● **Activity**: Transcribe all the records exactly and omit any images they hold.

● **Records for processing**:
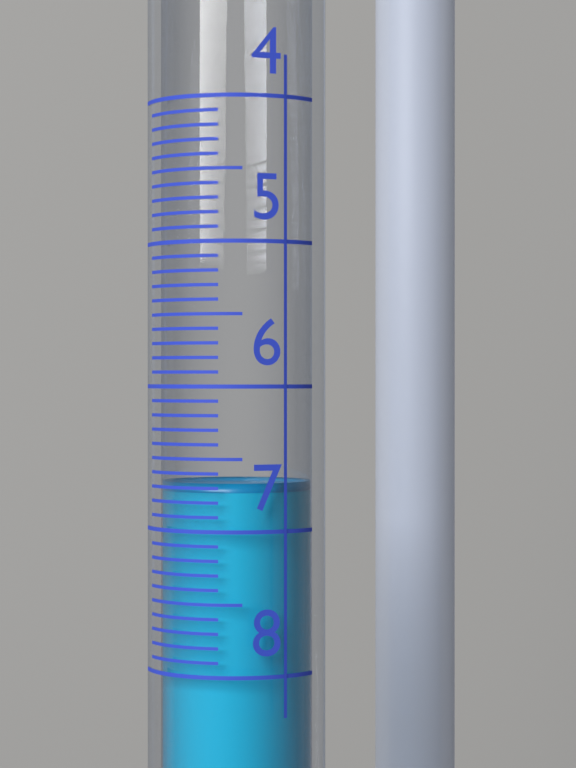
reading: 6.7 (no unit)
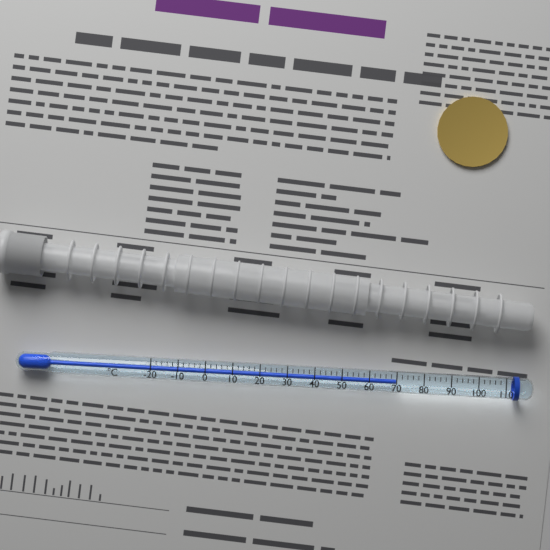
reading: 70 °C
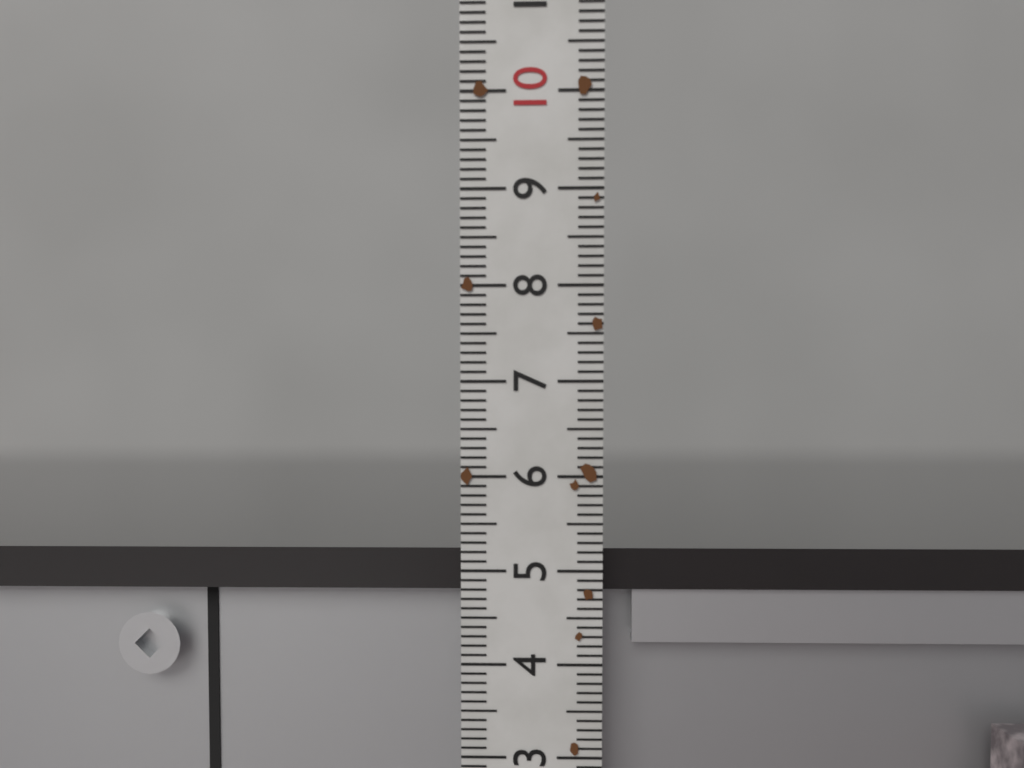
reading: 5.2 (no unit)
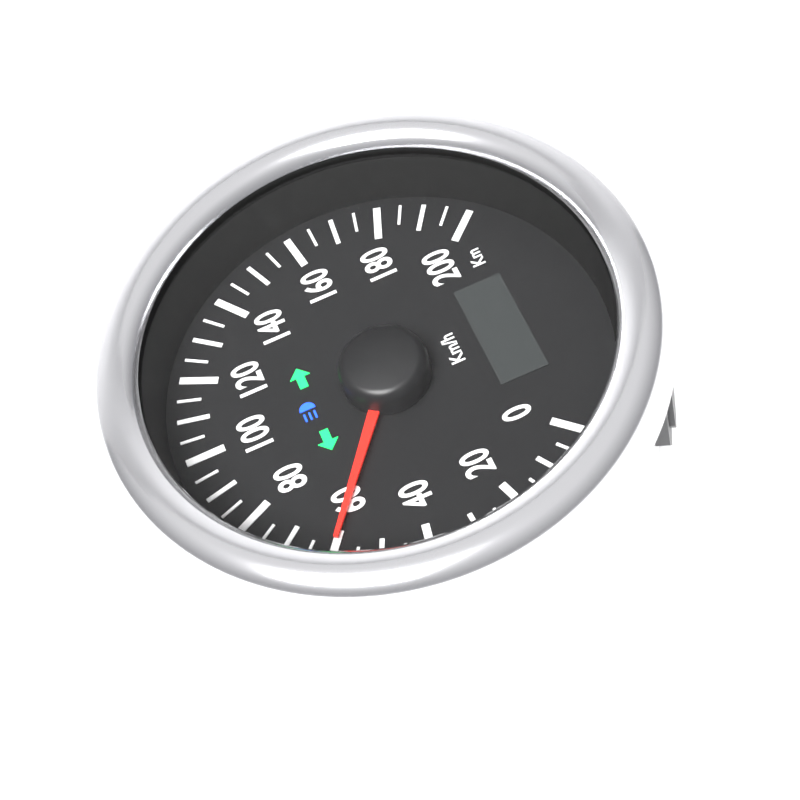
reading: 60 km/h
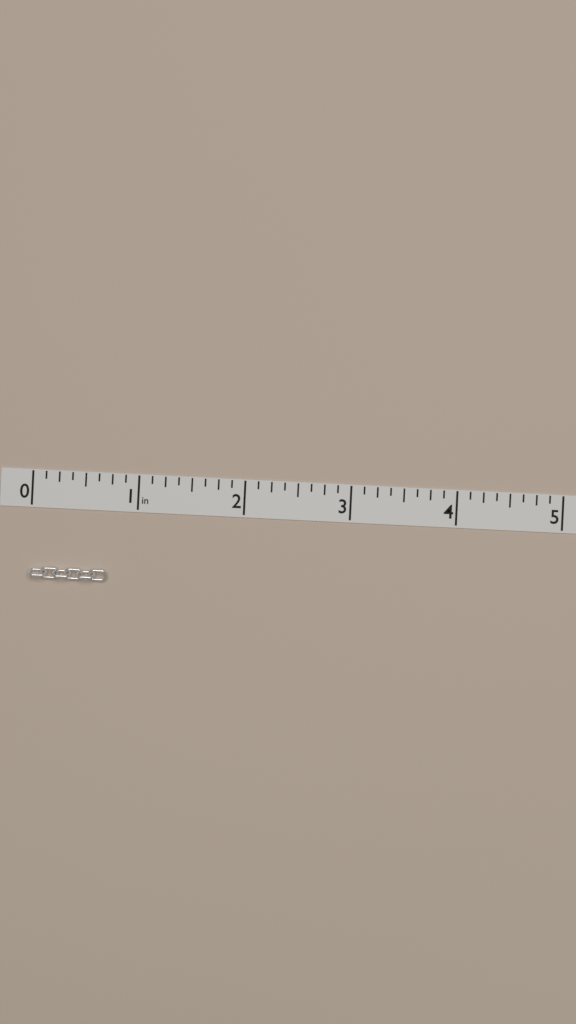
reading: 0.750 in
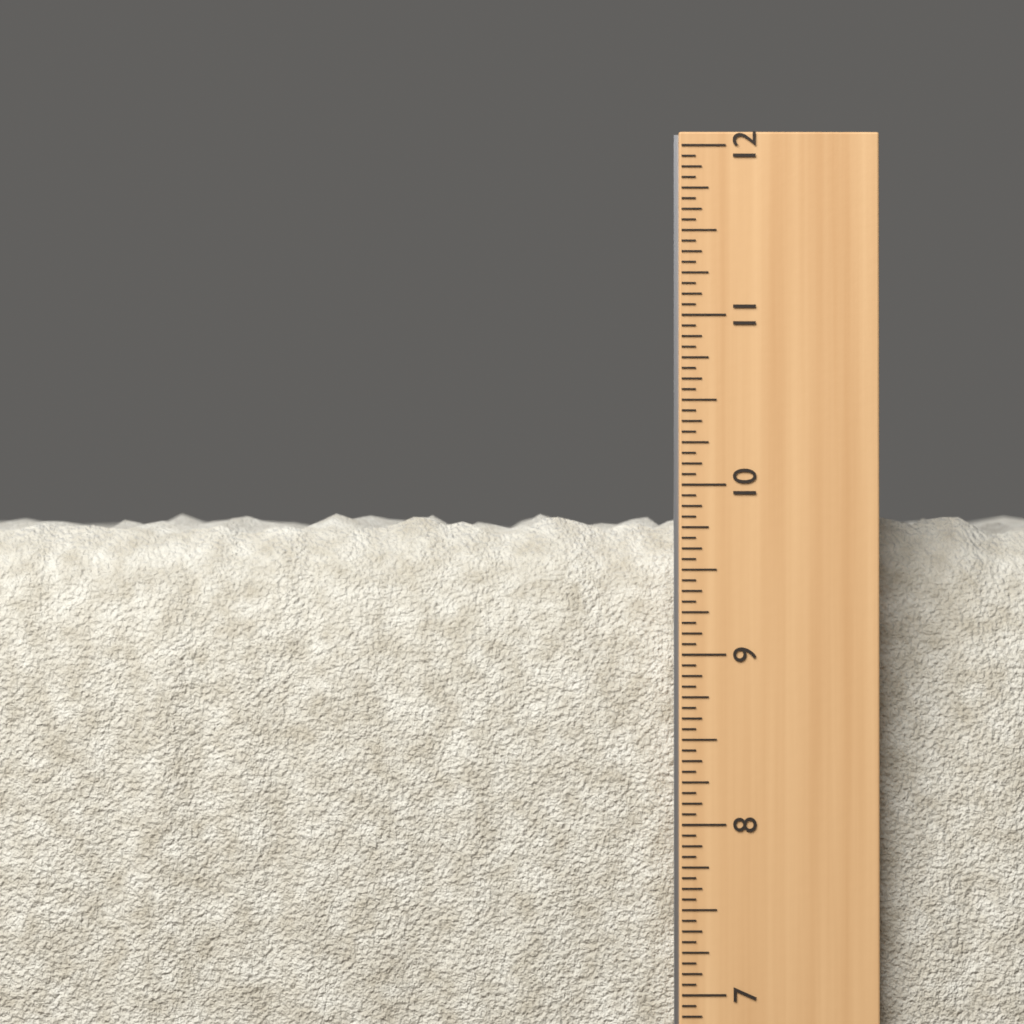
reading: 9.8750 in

● **Your response**:
reading: 6.7 (no unit)
reading: 70 °C
reading: 5.2 (no unit)
reading: 60 km/h
reading: 0.750 in
reading: 9.8750 in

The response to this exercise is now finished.